Leftover QB’s Looking for Scraps

Written by Mike Tanier at Bleacher Reports.com

Poor Robert Griffin III. He was anointed a franchise savior, his face plastered on billboards and Metro buses. He was declared “superhuman” by medical experts and placed at the center of the NFL’s marketing campaign. Even his socks were national news. But he crashed back to earth because—get this—he wasn’t “humble” enough.

Now, the NFL is just not that into him.

Alas, Ryan Fitzpatrick. He was the heir apparent to the Doug Flutie throne of middle-aged white guy wish-fulfillment quarterbacking. The mason-jar segment of the NFL fanbase admired his Ivy League gumption, television producers loved displaying cutesy graphics of his career journey across the NFL map, and he even delivered a genuinely impressive season in 2015.

But the flight of FitzMagic is indefinitely grounded, because the NFL is just not that into him.

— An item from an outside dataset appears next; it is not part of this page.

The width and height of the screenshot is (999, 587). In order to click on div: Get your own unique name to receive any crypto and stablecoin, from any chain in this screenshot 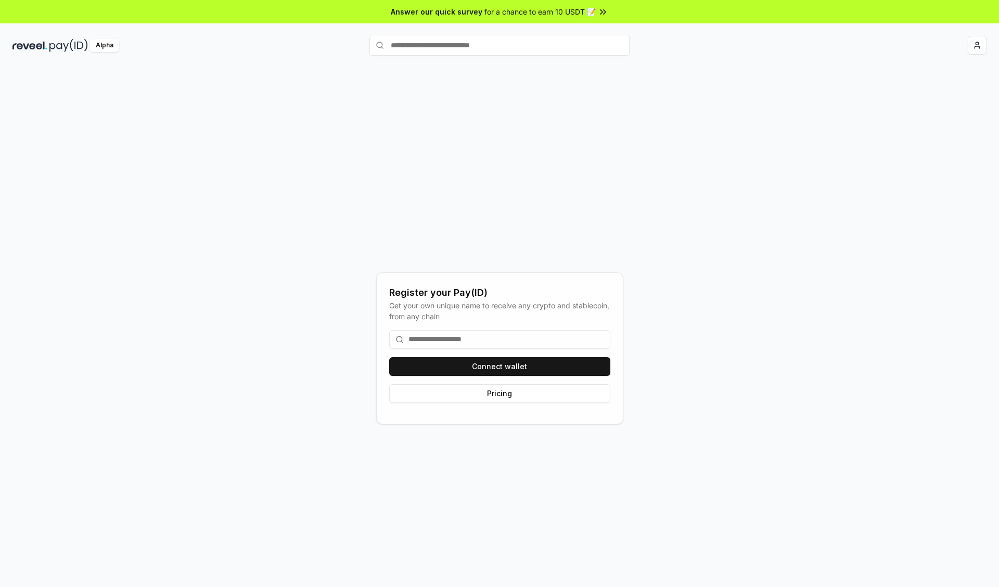, I will do `click(499, 311)`.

Woe to Colin Kaepernick, who came within five yards and some close calls of winning a Super Bowl four seasons ago. He should be dueling Russell Wilson and Cam Newton for the NFC crown the Seahawks barely wrestled from him in 2013. Instead, would-be trade suitors haggle over his dowry with little fear of losing a quiet and seemingly non-intense bidding war.

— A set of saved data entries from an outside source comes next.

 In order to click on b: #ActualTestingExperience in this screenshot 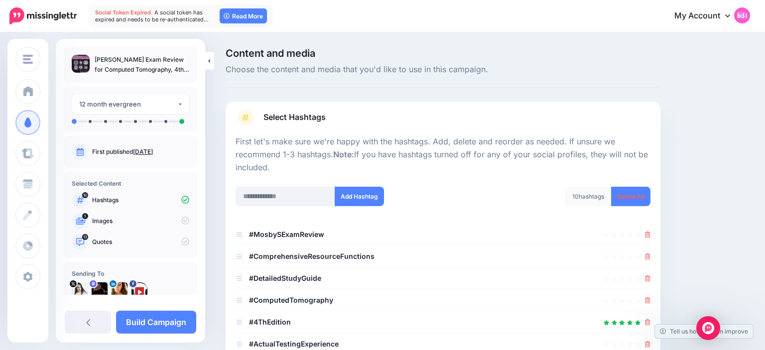, I will do `click(294, 344)`.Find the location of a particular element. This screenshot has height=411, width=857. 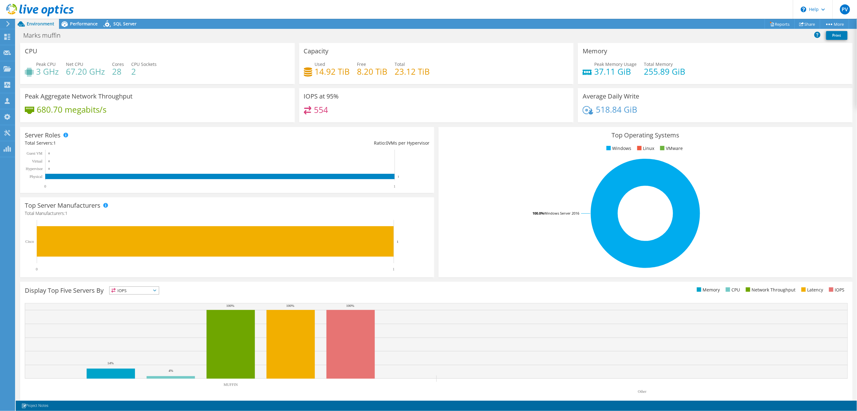

li: CPU is located at coordinates (732, 290).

The NFL is just not that into him.

Johnny Manziel? He’s in a separate category of his own making. When Jerry Jones starts spouting therapy-culture wisdom about someone’s personal situation, it’s time to really seek help. There’s more at stake than just the NFL not being all that into you.

The Four Horsemen of the Unwanted Quarterback Apocalypse are unappealing leftovers, and they cannot afford to let their egos be bruised too deeply by their status. Still, it must be difficult.

A kid with seven career starts named Brock Osweiler was just handed $37 million guaranteed by the Texans (contract numbers per Spotrac). The Eagles gave perpetual prospect Sam Bradford $22 million guaranteed and Chase Daniel, the Beethoven of meaningless Week 17 starts, a deal that could grow to $36 million over three years if he ever starts playing regularly before Christmas. Kirk Cousins is on a one-year retainer for nearly $20 million. Yet guys who played in Super Bowls or threw 31 touchdowns last season go begging.